NEW YORK – Allarity Therapeutics said this week that it is experiencing slower than anticipated patient enrollment to its clinical trials evaluating Ixempra (ixabepilone) and stenoparib for DRP biomarker-selected patients with breast and ovarian cancers, respectively. To increase enrollment in the Ixempra Phase II breast cancer trial in time to report out data by late 2023, Allarity said it has amended the protocol to lower the Ixempra-DRP companion diagnostic cutoff score from 67 percent to 33 percent. Allarity has also adjusted its dosing strategy for the stenoparib trial and expanded CRO partnerships to address the lagging enrollment.


The US Food and Drug Administration this week granted orphan drug designation to Transcenta's anti-Claudin 18.2 monoclonal antibody, osemitamab, for the treatment of patients with pancreatic cancer. Transcenta is studying osemitamab in patients with gastric, gastroesophageal, and pancreatic cancers that express Claudin 18.2. Osemitamab was also granted orphan drug designation in 2021 for patients with gastric cancer and gastroesophageal junction cancer.
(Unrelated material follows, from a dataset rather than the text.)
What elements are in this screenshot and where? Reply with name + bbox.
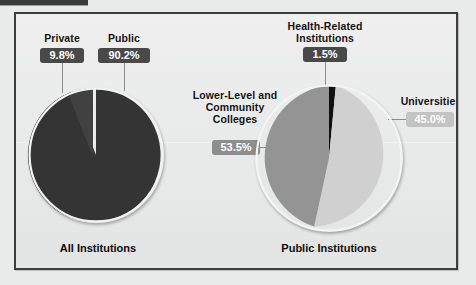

Iovance Biotherapeutics said last week that it has finished submitting all parts of its rolling biologics license application to the US Food and Drug Administration for its autologous tumor-infiltrating lymphocyte therapy lifileucel for previously treated advanced melanoma patients. Iovance also said it reached an agreement with the FDA on the design of a new registrational Phase III trial, TILVANCE-301, seeking approval for lifileucel combined with Merck's Keytruda (pembrolizumab) as frontline treatment for advanced melanoma. The FDA has 60 days to determine the BLA's acceptability for review.


Immutep said this week that it would expand the number of patients enrolled in the Phase I INSIGHT-003 trial evaluating the combination of LAG-3-targeted protein, eftilagimod alpha, with standard-of-care anti-PD-1 therapy and chemotherapy in first-line non-small cell lung cancer. The trial has reached its initial enrollment target of 20 patients and will now expand its enrollment to 50 patients. Researchers are exploring the combination in patients with low-PD-L1 expression, or a PD-L1 tumor proportion score of less than 50 percent.


Thermo Fisher Scientific said this week that its partner Arsenal Biosciences has advanced its autologous integrated circuit T-cell therapy into clinical manufacturing for platinum-resistant ovarian cancer. Thermo Fisher partnered with ArsenalBio in 2020 to provide support for cell therapy manufacturing.


MetroHealth of Cleveland, Ohio, said this week that it has launched its good manufacturing practices (GMP) vector and cellular facility for production and processing of cellular immunotherapies including CAR T-cell and tumor-infiltrating lymphocyte cancer therapies. It will be the first safety-net hospital in the US to offer in-house production of viral vectors and cellular therapies, providing those treatments to underserved communities in the Cleveland area.


In Brief This Week is a selection of news items that may be of interest to our readers but had not previously appeared in Precision Oncology News.